Newton was a great man, but you must excuse me if I think that it would take many Newtons to make one Milton.

July 6. 1833

PAINTING.–MUSIC.–POETRY

It is a poor compliment to pay to a painter to tell him that his figure stands out of the canvass, or that you start at the likeness of the portrait. Take almost any daub, cut it out of the canvass, and place the figure looking into or out of a window, and any one may take it for life. Or take one of Mrs. Salmon's wax queens or generals, and you will very sensibly feel the difference between a copy, as they are, and an imitation, of the human form, as a good portrait ought to be. Look at that flower vase of Van Huysum, and at these wax or stone peaches and apricots! The last are likest to their original, but what pleasure do they give? None, except to children.[163 - This passage, and those following, will evidence, what the readers even of this little work must have seen, that Mr. Coleridge had an eye, almost exclusively, for the ideal or universal in painting and music. He knew nothing of the details of handling in the one, or of rules of composition in the other. Yet he was, to the best of my knowledge, an unerring judge of the merits of any serious effort in the fine arts, and detected the leading thought or feeling of the artist, with a decision which used sometimes to astonish me. Every picture which I have looked at in company with him, seems now, to my mind, translated into English. He would sometimes say, after looking for a minute at a picture, generally a modern one, "There's no use in stopping at this; for I see the painter had no idea. It is mere mechanical drawing. Come on; here the artist meant something for the mind." It was just the same with his knowledge of music. His appetite for what he thought good was literally inexhaustible. He told me he could listen to fine music for twelve hours together, and go away refreshed. But he required in music either thought or feeling; mere addresses to the sensual ear he could not away with; hence his utter distaste for Rossini, and his reverence for Beethoven and Mozart—ED.]

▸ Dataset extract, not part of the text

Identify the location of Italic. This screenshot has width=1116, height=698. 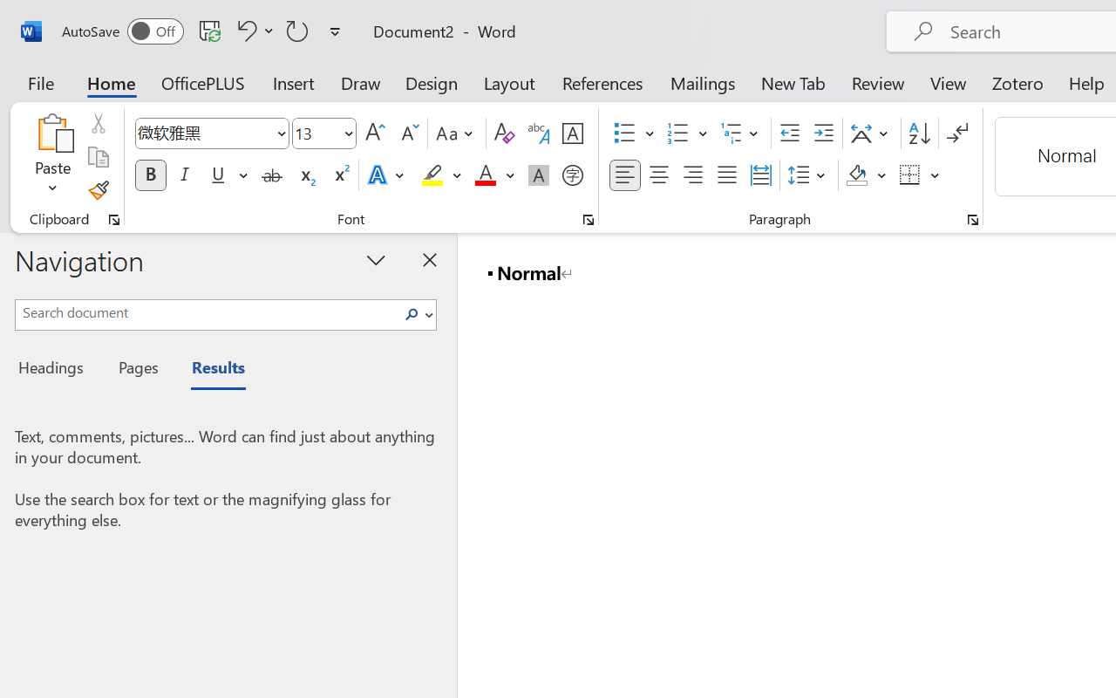
(185, 175).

Some music is above me; most music is beneath me. I like Beethoven and Mozart—or else some of the aërial compositions of the elder Italians, as Palestrina[164 - Giovanni Pierluigi da Palestrina was born about 1529, and died in 1594. I believe he may be considered the founder or reformer of the Italian church music. His masses, motets, and hymns are tolerably well known amongst lovers of the old composers; but Mr. Coleridge used to speak with delight of some of Palestrina's madrigals which he heard at Rome.Giacomo Carissimi composed about the years 1640—1650. His style has been charged with effeminacy; but Mr. C. thought it very graceful and chaste. Henry Purcell needs no addition in England.—ED.] and Carissimi.—And I love Purcell.